Extracted data entries:
──────────

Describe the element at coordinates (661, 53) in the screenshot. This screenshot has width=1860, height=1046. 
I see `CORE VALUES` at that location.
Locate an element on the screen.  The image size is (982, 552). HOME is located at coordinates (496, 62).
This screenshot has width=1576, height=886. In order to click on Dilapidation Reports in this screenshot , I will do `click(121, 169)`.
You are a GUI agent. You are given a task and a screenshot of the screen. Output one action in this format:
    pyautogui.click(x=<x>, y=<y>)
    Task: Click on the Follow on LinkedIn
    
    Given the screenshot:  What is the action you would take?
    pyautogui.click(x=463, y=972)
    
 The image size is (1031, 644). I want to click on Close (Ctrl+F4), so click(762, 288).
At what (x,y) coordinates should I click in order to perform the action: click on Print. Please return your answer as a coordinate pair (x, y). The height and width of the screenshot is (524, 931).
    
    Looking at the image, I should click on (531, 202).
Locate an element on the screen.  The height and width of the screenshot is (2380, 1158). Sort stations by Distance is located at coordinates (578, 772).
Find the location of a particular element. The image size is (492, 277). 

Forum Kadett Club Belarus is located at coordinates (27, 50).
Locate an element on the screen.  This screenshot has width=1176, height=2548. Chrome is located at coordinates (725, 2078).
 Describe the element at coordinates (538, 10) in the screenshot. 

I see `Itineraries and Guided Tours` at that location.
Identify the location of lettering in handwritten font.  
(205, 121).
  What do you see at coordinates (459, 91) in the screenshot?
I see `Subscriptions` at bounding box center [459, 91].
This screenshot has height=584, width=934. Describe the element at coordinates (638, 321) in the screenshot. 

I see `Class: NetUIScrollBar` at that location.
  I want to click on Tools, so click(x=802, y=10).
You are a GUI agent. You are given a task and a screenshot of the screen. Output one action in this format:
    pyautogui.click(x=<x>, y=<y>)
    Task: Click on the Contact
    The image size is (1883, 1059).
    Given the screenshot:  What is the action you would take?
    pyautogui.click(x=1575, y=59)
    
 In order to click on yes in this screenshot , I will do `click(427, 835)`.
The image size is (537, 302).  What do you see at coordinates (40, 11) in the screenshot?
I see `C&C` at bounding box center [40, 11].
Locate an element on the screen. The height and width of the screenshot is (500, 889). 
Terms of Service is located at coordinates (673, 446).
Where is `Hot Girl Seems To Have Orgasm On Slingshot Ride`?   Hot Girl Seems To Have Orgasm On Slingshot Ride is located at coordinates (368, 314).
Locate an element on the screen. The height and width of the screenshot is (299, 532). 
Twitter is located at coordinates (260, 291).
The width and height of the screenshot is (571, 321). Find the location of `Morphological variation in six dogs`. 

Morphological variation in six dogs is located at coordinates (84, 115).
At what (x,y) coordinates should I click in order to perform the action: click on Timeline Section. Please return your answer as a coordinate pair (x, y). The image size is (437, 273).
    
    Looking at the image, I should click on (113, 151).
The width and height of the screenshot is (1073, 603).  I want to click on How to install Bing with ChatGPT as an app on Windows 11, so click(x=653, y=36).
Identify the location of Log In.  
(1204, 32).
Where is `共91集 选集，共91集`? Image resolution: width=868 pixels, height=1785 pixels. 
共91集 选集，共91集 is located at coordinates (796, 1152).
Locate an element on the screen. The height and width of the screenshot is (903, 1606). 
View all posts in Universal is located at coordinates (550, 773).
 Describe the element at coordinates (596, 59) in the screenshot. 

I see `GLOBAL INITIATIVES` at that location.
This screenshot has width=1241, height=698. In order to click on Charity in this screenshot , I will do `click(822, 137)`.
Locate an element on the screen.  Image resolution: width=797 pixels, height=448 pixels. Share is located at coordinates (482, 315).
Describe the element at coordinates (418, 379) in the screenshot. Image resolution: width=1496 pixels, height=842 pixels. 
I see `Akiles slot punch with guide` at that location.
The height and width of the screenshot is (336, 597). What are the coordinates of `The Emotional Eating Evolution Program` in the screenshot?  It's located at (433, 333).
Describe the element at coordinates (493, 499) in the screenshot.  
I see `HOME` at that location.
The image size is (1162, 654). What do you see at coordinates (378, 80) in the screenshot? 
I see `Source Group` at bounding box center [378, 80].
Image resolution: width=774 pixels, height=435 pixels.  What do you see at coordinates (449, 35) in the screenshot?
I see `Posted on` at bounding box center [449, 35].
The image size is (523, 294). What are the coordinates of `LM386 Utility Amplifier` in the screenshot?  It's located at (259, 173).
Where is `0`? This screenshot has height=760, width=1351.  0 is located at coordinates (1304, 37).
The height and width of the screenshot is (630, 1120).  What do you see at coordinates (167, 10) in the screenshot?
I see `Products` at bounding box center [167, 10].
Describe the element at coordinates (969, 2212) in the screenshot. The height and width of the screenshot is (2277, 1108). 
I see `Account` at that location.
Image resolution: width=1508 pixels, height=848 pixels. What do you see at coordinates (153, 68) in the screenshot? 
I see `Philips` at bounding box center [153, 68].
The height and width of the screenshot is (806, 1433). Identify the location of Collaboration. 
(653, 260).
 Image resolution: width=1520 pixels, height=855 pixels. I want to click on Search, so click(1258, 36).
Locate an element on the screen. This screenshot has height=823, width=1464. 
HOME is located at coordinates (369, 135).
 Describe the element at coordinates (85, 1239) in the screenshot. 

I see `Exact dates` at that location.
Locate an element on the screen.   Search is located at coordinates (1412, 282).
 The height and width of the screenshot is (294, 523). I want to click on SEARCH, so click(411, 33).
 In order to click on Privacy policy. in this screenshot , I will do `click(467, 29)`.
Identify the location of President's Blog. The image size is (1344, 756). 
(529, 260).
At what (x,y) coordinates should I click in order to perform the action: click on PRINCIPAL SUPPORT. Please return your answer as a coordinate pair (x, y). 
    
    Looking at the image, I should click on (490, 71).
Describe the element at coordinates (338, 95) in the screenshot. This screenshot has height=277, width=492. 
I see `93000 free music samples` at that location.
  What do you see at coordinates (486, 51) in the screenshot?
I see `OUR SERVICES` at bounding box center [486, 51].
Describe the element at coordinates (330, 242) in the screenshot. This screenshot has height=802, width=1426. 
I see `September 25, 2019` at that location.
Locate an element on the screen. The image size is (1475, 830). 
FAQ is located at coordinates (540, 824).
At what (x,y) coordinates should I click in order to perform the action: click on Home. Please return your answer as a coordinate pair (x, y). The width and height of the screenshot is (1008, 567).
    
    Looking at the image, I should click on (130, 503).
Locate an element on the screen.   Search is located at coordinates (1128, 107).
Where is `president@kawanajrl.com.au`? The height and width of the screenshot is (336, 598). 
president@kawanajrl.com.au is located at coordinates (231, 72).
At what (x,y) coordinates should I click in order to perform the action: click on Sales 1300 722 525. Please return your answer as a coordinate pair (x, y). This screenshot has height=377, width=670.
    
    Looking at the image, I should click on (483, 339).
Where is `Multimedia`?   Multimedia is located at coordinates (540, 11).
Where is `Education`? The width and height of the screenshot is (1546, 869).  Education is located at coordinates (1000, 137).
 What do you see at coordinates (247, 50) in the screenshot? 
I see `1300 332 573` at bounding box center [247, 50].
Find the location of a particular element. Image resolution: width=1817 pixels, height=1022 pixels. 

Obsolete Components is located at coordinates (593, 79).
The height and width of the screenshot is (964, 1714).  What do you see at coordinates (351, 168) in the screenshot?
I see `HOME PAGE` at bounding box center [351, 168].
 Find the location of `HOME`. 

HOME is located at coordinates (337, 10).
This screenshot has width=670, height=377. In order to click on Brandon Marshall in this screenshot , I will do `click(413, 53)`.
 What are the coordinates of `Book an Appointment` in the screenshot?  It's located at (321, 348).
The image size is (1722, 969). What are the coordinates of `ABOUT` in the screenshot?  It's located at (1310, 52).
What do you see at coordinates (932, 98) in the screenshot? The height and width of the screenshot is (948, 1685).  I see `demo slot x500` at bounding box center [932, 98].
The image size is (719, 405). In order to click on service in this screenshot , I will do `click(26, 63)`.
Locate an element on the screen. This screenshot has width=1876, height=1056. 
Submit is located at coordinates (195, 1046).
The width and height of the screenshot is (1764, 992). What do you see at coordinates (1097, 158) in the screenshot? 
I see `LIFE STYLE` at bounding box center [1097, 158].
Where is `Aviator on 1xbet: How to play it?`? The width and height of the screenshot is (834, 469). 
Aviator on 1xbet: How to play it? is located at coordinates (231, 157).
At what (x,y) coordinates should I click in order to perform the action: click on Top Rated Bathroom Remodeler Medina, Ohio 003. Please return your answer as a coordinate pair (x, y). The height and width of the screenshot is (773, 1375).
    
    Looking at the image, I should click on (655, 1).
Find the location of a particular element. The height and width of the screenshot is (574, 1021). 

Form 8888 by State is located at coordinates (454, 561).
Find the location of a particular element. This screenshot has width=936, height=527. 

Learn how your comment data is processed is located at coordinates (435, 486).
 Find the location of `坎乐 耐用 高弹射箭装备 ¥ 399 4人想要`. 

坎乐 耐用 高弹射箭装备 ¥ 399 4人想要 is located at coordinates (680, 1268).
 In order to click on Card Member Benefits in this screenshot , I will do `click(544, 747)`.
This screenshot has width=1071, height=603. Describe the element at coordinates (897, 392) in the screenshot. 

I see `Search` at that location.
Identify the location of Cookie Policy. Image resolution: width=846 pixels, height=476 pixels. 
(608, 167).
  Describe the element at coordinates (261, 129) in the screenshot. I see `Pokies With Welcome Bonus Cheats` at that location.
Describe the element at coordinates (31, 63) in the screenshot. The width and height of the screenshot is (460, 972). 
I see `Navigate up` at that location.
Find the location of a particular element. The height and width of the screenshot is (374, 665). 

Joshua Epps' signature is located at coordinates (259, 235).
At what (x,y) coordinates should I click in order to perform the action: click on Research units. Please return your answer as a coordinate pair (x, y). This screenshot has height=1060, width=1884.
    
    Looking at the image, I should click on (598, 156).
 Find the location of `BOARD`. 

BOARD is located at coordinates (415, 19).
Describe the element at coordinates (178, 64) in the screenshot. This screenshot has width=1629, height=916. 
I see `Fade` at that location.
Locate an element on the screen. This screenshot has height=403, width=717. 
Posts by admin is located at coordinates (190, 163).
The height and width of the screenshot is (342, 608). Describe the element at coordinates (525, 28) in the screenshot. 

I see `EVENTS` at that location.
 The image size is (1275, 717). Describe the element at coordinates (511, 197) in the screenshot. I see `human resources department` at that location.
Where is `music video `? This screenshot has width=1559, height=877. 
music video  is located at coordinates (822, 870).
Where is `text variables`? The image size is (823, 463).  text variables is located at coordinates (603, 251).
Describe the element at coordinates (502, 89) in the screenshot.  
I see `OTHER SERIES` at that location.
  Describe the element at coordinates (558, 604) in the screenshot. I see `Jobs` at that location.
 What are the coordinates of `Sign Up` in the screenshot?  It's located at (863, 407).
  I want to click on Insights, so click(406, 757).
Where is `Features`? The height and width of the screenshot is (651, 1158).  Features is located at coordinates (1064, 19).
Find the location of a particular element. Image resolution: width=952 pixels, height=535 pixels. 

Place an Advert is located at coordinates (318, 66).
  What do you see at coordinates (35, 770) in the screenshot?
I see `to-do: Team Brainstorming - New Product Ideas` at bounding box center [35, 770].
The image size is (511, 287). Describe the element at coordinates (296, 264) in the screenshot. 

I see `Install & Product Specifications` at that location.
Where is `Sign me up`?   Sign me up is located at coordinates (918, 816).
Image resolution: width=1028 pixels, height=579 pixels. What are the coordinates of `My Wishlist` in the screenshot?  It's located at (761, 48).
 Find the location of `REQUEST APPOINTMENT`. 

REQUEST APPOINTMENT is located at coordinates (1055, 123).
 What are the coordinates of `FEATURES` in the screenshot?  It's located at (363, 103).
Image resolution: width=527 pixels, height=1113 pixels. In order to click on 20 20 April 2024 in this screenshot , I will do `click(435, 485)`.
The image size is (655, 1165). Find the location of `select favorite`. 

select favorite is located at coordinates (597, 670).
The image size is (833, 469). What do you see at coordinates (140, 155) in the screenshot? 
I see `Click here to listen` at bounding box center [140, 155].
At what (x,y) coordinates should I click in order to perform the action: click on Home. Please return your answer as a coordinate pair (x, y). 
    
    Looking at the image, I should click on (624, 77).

──────────

> [What to produce]: Copy out exactly the lines from the one containing "The image size is (655, 1165)." through the last line above, keeping both end lines.

> [Task response]:
The image size is (655, 1165). Find the location of `select favorite`. 

select favorite is located at coordinates (597, 670).
The image size is (833, 469). What do you see at coordinates (140, 155) in the screenshot? 
I see `Click here to listen` at bounding box center [140, 155].
At what (x,y) coordinates should I click in order to perform the action: click on Home. Please return your answer as a coordinate pair (x, y). 
    
    Looking at the image, I should click on (624, 77).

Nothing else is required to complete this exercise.